A recent circular dated April 21 issued by the Public Works Department of the Government of NCT of Delhi has mandated deletion of the arbitration clause from the General Clauses of Contract (GCC). As a result, the preferred mode of dispute resolution would be litigation before the courts in Delhi.
This move has once again posed questions regarding arbitration as the most favoured mode of dispute resolution and invites our attention to the growing uncertainty to submitting oneself before an arbitral tribunal.
The Indian government has always been a strong proponent of arbitration. India was amongst the 10 original signatories to the New York Convention and the fourth country to ratify it (in July 1960). To put India’s historic role in perspective, the USA ratified the Convention 10 years later in 1970, the UK in 1975 and Singapore in the mid-1990s. At a legislative level, arbitration has been a priority and forms a part of India’s growing public policy.
However, this is not the first time a government entity has openly admitted to rejecting arbitration, or has shown signs of struggle in employing it as a method to resolve disputes. The National Highways Authority of India (NHAI), as of March 2025, is struggling with a massive debt pile-up of ₹2.76 trillion, which resulted in pending arbitration claims at the end of FY23 amounting to over ₹1.16 trillion, with very less success in defending them before arbitral tribunals or in courts.
Over the last year, the arbitration community in India has been witness to the government’s shaky stance on arbitration, one event at a time. In June 2024, the Ministry of Finance issued an Office Memorandum (OM) in which the government has necessitated a re-examination of approach towards arbitration vis-à-vis other methods of dispute resolution. The OM said that arbitration was time-consuming, draining the exchequer’s money, and also cited the long-drawn litigation after the passing of awards. The OM restricted disputes under ₹10 crore to be amenable to arbitration. The larger focus shifted to exploring mediation and negotiation as alternatives.
The hopes for a pro-arbitration regime were heightened again when the government introduced the Arbitration and Conciliation Draft Amendment Bill, 2024 where ambitions for time-bound disposal of appeals, limiting the intervention of courts in applications for interim measures and bringing into existence an Appellate Arbitral Tribunal were conceptualised. Even though the ideas are welcome, we are yet to see when they will actually materialise.
In such a situation, the Supreme Court’s frequent obiters across its orders and judgments exhibits the judiciary’s grave concerns regarding the Arbitration Act, 1996. In January 2025, the Supreme Court asked the Central government to bring uniformity in law by harmoniously reading the Limitation Act and the Arbitration Act.
In fact, very recently, the Court lamented the 2024 Bill's failure to address the continued absence of statutory clarity on the power of arbitral tribunals to implead non-signatories.
“What is expressly missing in the Act, 1996 is still missing in the Arbitration and Conciliation Bill, 2024...despite a catena of decisions...highlighting the need for statutory recognition of such power in order to obviate all possibilities of confusion,” the Court noted.
The legislature should endeavour to protect good commercial matters on merit, which suffers immensely due to technical and overly strict timelines. The lawmakers should rather look forward to liberally incorporating condonation of delay applications in commercial courts across India.
The government, being the biggest litigant before the courts and forums across the country, will have to think about plausible ways to ensure that arbitration as a policy is re-written for the betterment of the commercial interests of India, especially where the exchequer’s money is heavily involved.
So far as formulation of effective policies and laws, the Central government is working on the Arbitration Amendment Bill 2024. It has many important groundbreaking proposals, which can lead to an overall overhaul of the arbitration scene in India. However, the proposed changes have to be quick and needs to be harmonised with existing laws, as suggested by the Supreme Court in My Preferred Transformation & Hospitality.
Secondly, the government should effectively revisit the manner in which it is represented before various arbitral tribunals and courts of law. A huge amount of money is spent on legal representation; sometimes effective, sometimes a wasteful expenditure in seeking adjournments and engaging into dubious filings. The government should look forward to developing a culture of trained law officers and professionals exclusively dedicated towards the legal work of its departments. These law officers should not simply become a link between law firms/lawyers and the departments; rather, they should be the ones who argue and represent the interest of their respective government agencies.
Instead of spending a substantial portion of the annual budget on outsourcing litigation and associated ancillary costs, efforts should be made to improve the quality of professionals already on board and training them in advocacy skills to make them adept in arbitration and its mechanisms. Not to forget, the money saved by not outsourcing litigation and legal representation can be utilised in remunerating the law officers handsomely.
Even though the government as of date is finding issues and faults with the arbitration mechanism, it should introspect more deeply as to why it could not maintain the enthusiasm and put its reliance on this ADR mechanism. The correct way forward is to not resist arbitration, but to delve deeper into it and rectify the faults, bit-by-bit.
Pritthish Roy is a Judicial Law Clerk at the Supreme Court of India.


= Aim of the exercise =
The result should be an exact copy of every record, with no pictures kept.

*** Data in this exercise ***

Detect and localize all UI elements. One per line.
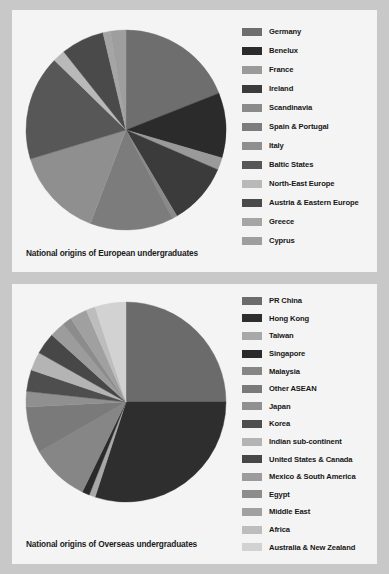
legend-item: Australia & New Zealand — [242, 538, 356, 556]
legend-label: Japan — [269, 402, 290, 411]
legend-label: Spain & Portugal — [269, 122, 329, 131]
pie-chart-overseas — [24, 300, 229, 505]
chart-panel-overseas: PR ChinaHong KongTaiwanSingaporeMalaysia… — [12, 284, 377, 564]
legend-item: Mexico & South America — [242, 468, 356, 486]
legend-label: Africa — [269, 525, 290, 534]
legend-swatch-icon — [242, 402, 262, 410]
legend-item: North-East Europe — [242, 174, 359, 193]
legend-item: Baltic States — [242, 155, 359, 174]
legend-swatch-icon — [242, 490, 262, 498]
legend-swatch-icon — [242, 297, 262, 305]
legend-label: Ireland — [269, 84, 293, 93]
legend-swatch-icon — [242, 543, 262, 551]
legend-item: Japan — [242, 398, 356, 416]
legend-swatch-icon — [242, 199, 262, 207]
legend-label: Egypt — [269, 490, 290, 499]
legend-swatch-icon — [242, 47, 262, 55]
pie-chart-european — [24, 28, 229, 233]
legend-item: Scandinavia — [242, 98, 359, 117]
legend-label: Australia & New Zealand — [269, 543, 355, 552]
legend-item: Germany — [242, 22, 359, 41]
pie-slice — [126, 302, 226, 402]
legend-swatch-icon — [242, 123, 262, 131]
legend-swatch-icon — [242, 526, 262, 534]
legend-swatch-icon — [242, 332, 262, 340]
legend-item: France — [242, 60, 359, 79]
legend-label: Indian sub-continent — [269, 437, 342, 446]
legend-european: GermanyBeneluxFranceIrelandScandinaviaSp… — [242, 22, 359, 250]
legend-swatch-icon — [242, 314, 262, 322]
chart-page: GermanyBeneluxFranceIrelandScandinaviaSp… — [0, 0, 389, 574]
legend-label: Korea — [269, 419, 290, 428]
legend-swatch-icon — [242, 508, 262, 516]
legend-swatch-icon — [242, 180, 262, 188]
legend-item: Benelux — [242, 41, 359, 60]
legend-label: Cyprus — [269, 236, 295, 245]
legend-swatch-icon — [242, 85, 262, 93]
pie-svg-european — [24, 28, 229, 233]
legend-item: Africa — [242, 521, 356, 539]
legend-item: Malaysia — [242, 362, 356, 380]
legend-label: Benelux — [269, 46, 298, 55]
legend-swatch-icon — [242, 473, 262, 481]
legend-label: Middle East — [269, 507, 310, 516]
chart-panel-european: GermanyBeneluxFranceIrelandScandinaviaSp… — [12, 10, 377, 272]
legend-overseas: PR ChinaHong KongTaiwanSingaporeMalaysia… — [242, 292, 356, 556]
legend-item: Middle East — [242, 503, 356, 521]
legend-label: Other ASEAN — [269, 384, 317, 393]
legend-swatch-icon — [242, 28, 262, 36]
legend-swatch-icon — [242, 350, 262, 358]
legend-item: Other ASEAN — [242, 380, 356, 398]
legend-swatch-icon — [242, 455, 262, 463]
legend-item: Hong Kong — [242, 310, 356, 328]
legend-label: Malaysia — [269, 367, 300, 376]
legend-item: PR China — [242, 292, 356, 310]
legend-label: France — [269, 65, 293, 74]
legend-swatch-icon — [242, 385, 262, 393]
legend-swatch-icon — [242, 142, 262, 150]
legend-label: United States & Canada — [269, 455, 352, 464]
legend-label: Singapore — [269, 349, 305, 358]
pie-svg-overseas — [24, 300, 229, 505]
legend-swatch-icon — [242, 161, 262, 169]
legend-swatch-icon — [242, 237, 262, 245]
legend-item: Indian sub-continent — [242, 433, 356, 451]
legend-label: Scandinavia — [269, 103, 312, 112]
legend-label: Taiwan — [269, 331, 294, 340]
legend-label: Baltic States — [269, 160, 313, 169]
legend-label: Austria & Eastern Europe — [269, 198, 359, 207]
legend-label: North-East Europe — [269, 179, 334, 188]
legend-swatch-icon — [242, 438, 262, 446]
legend-item: Spain & Portugal — [242, 117, 359, 136]
legend-item: Austria & Eastern Europe — [242, 193, 359, 212]
legend-label: Hong Kong — [269, 314, 309, 323]
legend-label: Germany — [269, 27, 301, 36]
legend-item: Egypt — [242, 486, 356, 504]
legend-swatch-icon — [242, 218, 262, 226]
legend-item: Italy — [242, 136, 359, 155]
legend-item: Greece — [242, 212, 359, 231]
legend-swatch-icon — [242, 367, 262, 375]
legend-label: Mexico & South America — [269, 472, 356, 481]
legend-item: Ireland — [242, 79, 359, 98]
legend-label: Italy — [269, 141, 284, 150]
legend-item: Korea — [242, 415, 356, 433]
legend-label: PR China — [269, 296, 302, 305]
legend-item: United States & Canada — [242, 450, 356, 468]
legend-item: Cyprus — [242, 231, 359, 250]
legend-swatch-icon — [242, 66, 262, 74]
legend-item: Singapore — [242, 345, 356, 363]
chart-title-european: National origins of European undergradua… — [26, 248, 198, 258]
legend-label: Greece — [269, 217, 294, 226]
chart-title-overseas: National origins of Overseas undergradua… — [26, 539, 197, 549]
legend-item: Taiwan — [242, 327, 356, 345]
legend-swatch-icon — [242, 420, 262, 428]
legend-swatch-icon — [242, 104, 262, 112]
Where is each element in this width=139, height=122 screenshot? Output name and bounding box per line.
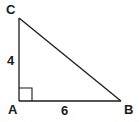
side-bc (19, 18, 121, 101)
triangle-diagram: C A B 4 6 (0, 0, 139, 122)
vertex-label-c: C (6, 2, 16, 17)
right-angle-marker (19, 88, 32, 101)
side-label-ac: 4 (7, 53, 15, 68)
vertex-label-a: A (8, 102, 18, 117)
side-label-ab: 6 (61, 103, 68, 118)
vertex-label-b: B (124, 102, 133, 117)
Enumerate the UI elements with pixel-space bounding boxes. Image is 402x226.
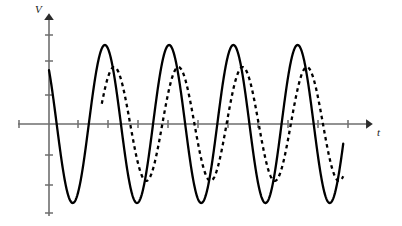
- t-axis-label: t: [377, 127, 380, 138]
- waveform-figure: V t: [0, 0, 402, 226]
- plot-canvas: [0, 0, 402, 226]
- v-axis-label: V: [35, 4, 42, 15]
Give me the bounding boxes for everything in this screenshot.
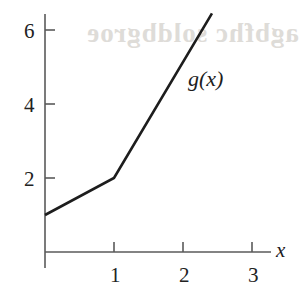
line-plot — [0, 0, 299, 294]
x-tick-label-3: 3 — [248, 265, 259, 286]
curve-annotation-label: g(x) — [188, 68, 223, 90]
curve-g-of-x — [45, 13, 212, 215]
figure-canvas: agbfhc soldbgroe 6 4 2 1 2 3 g(x) x — [0, 0, 299, 294]
y-tick-label-2: 2 — [24, 169, 35, 190]
y-tick-label-6: 6 — [24, 21, 35, 42]
x-tick-label-2: 2 — [179, 265, 190, 286]
x-axis-label: x — [276, 240, 285, 261]
y-tick-label-4: 4 — [24, 95, 35, 116]
x-tick-label-1: 1 — [110, 265, 121, 286]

***

= Output below =
Detect and localize all UI elements. One per line.
legend-item: Australia & New Zealand — [242, 538, 356, 556]
legend-label: Japan — [269, 402, 290, 411]
legend-label: Spain & Portugal — [269, 122, 329, 131]
pie-chart-overseas — [24, 300, 229, 505]
chart-panel-overseas: PR ChinaHong KongTaiwanSingaporeMalaysia… — [12, 284, 377, 564]
legend-item: Mexico & South America — [242, 468, 356, 486]
legend-label: Africa — [269, 525, 290, 534]
legend-swatch-icon — [242, 402, 262, 410]
legend-item: North-East Europe — [242, 174, 359, 193]
legend-item: Baltic States — [242, 155, 359, 174]
legend-swatch-icon — [242, 490, 262, 498]
legend-swatch-icon — [242, 297, 262, 305]
legend-label: Ireland — [269, 84, 293, 93]
legend-swatch-icon — [242, 543, 262, 551]
legend-item: Japan — [242, 398, 356, 416]
legend-swatch-icon — [242, 199, 262, 207]
legend-label: Egypt — [269, 490, 290, 499]
legend-swatch-icon — [242, 47, 262, 55]
pie-chart-european — [24, 28, 229, 233]
legend-item: Scandinavia — [242, 98, 359, 117]
legend-label: Australia & New Zealand — [269, 543, 355, 552]
legend-item: Germany — [242, 22, 359, 41]
pie-slice — [126, 302, 226, 402]
legend-swatch-icon — [242, 123, 262, 131]
legend-swatch-icon — [242, 526, 262, 534]
legend-swatch-icon — [242, 332, 262, 340]
legend-item: France — [242, 60, 359, 79]
legend-label: Indian sub-continent — [269, 437, 342, 446]
legend-european: GermanyBeneluxFranceIrelandScandinaviaSp… — [242, 22, 359, 250]
legend-swatch-icon — [242, 314, 262, 322]
chart-page: GermanyBeneluxFranceIrelandScandinaviaSp… — [0, 0, 389, 574]
legend-label: Korea — [269, 419, 290, 428]
legend-swatch-icon — [242, 508, 262, 516]
legend-swatch-icon — [242, 180, 262, 188]
legend-item: Benelux — [242, 41, 359, 60]
legend-label: Cyprus — [269, 236, 295, 245]
legend-swatch-icon — [242, 85, 262, 93]
pie-svg-european — [24, 28, 229, 233]
legend-item: Africa — [242, 521, 356, 539]
legend-item: Malaysia — [242, 362, 356, 380]
legend-label: Benelux — [269, 46, 298, 55]
legend-swatch-icon — [242, 473, 262, 481]
legend-label: Middle East — [269, 507, 310, 516]
chart-panel-european: GermanyBeneluxFranceIrelandScandinaviaSp… — [12, 10, 377, 272]
legend-overseas: PR ChinaHong KongTaiwanSingaporeMalaysia… — [242, 292, 356, 556]
legend-item: Middle East — [242, 503, 356, 521]
legend-label: Other ASEAN — [269, 384, 317, 393]
legend-swatch-icon — [242, 28, 262, 36]
legend-swatch-icon — [242, 350, 262, 358]
legend-item: Other ASEAN — [242, 380, 356, 398]
legend-swatch-icon — [242, 455, 262, 463]
legend-item: Hong Kong — [242, 310, 356, 328]
legend-label: Malaysia — [269, 367, 300, 376]
legend-item: PR China — [242, 292, 356, 310]
legend-label: France — [269, 65, 293, 74]
legend-swatch-icon — [242, 385, 262, 393]
legend-swatch-icon — [242, 142, 262, 150]
legend-label: United States & Canada — [269, 455, 352, 464]
legend-label: Singapore — [269, 349, 305, 358]
pie-svg-overseas — [24, 300, 229, 505]
legend-swatch-icon — [242, 161, 262, 169]
legend-swatch-icon — [242, 237, 262, 245]
legend-item: Indian sub-continent — [242, 433, 356, 451]
legend-label: Scandinavia — [269, 103, 312, 112]
legend-label: Taiwan — [269, 331, 294, 340]
legend-label: Baltic States — [269, 160, 313, 169]
legend-label: Austria & Eastern Europe — [269, 198, 359, 207]
legend-label: North-East Europe — [269, 179, 334, 188]
legend-swatch-icon — [242, 438, 262, 446]
legend-item: Spain & Portugal — [242, 117, 359, 136]
legend-item: Austria & Eastern Europe — [242, 193, 359, 212]
legend-label: Hong Kong — [269, 314, 309, 323]
legend-label: Germany — [269, 27, 301, 36]
legend-item: Egypt — [242, 486, 356, 504]
legend-swatch-icon — [242, 218, 262, 226]
legend-item: Italy — [242, 136, 359, 155]
legend-item: Greece — [242, 212, 359, 231]
legend-swatch-icon — [242, 367, 262, 375]
legend-label: Mexico & South America — [269, 472, 356, 481]
legend-item: Ireland — [242, 79, 359, 98]
legend-label: Italy — [269, 141, 284, 150]
legend-item: Korea — [242, 415, 356, 433]
legend-label: PR China — [269, 296, 302, 305]
legend-item: United States & Canada — [242, 450, 356, 468]
legend-item: Cyprus — [242, 231, 359, 250]
legend-swatch-icon — [242, 66, 262, 74]
legend-item: Singapore — [242, 345, 356, 363]
chart-title-european: National origins of European undergradua… — [26, 248, 198, 258]
legend-label: Greece — [269, 217, 294, 226]
chart-title-overseas: National origins of Overseas undergradua… — [26, 539, 197, 549]
legend-item: Taiwan — [242, 327, 356, 345]
legend-swatch-icon — [242, 420, 262, 428]
legend-swatch-icon — [242, 104, 262, 112]
Where is each element in this width=139, height=122 screenshot? Output name and bounding box per line.
side-bc (19, 18, 121, 101)
triangle-diagram: C A B 4 6 (0, 0, 139, 122)
vertex-label-c: C (6, 2, 16, 17)
right-angle-marker (19, 88, 32, 101)
side-label-ac: 4 (7, 53, 15, 68)
vertex-label-a: A (8, 102, 18, 117)
side-label-ab: 6 (61, 103, 68, 118)
vertex-label-b: B (124, 102, 133, 117)
Enumerate the UI elements with pixel-space bounding boxes. Image is 402x226.
- t-axis-label: t: [377, 127, 380, 138]
- waveform-figure: V t: [0, 0, 402, 226]
- plot-canvas: [0, 0, 402, 226]
- v-axis-label: V: [35, 4, 42, 15]
Give me the bounding boxes for everything in this screenshot.
line-plot — [0, 0, 299, 294]
x-tick-label-3: 3 — [248, 265, 259, 286]
curve-annotation-label: g(x) — [188, 68, 223, 90]
curve-g-of-x — [45, 13, 212, 215]
figure-canvas: agbfhc soldbgroe 6 4 2 1 2 3 g(x) x — [0, 0, 299, 294]
y-tick-label-2: 2 — [24, 169, 35, 190]
y-tick-label-6: 6 — [24, 21, 35, 42]
x-tick-label-2: 2 — [179, 265, 190, 286]
x-axis-label: x — [276, 240, 285, 261]
y-tick-label-4: 4 — [24, 95, 35, 116]
x-tick-label-1: 1 — [110, 265, 121, 286]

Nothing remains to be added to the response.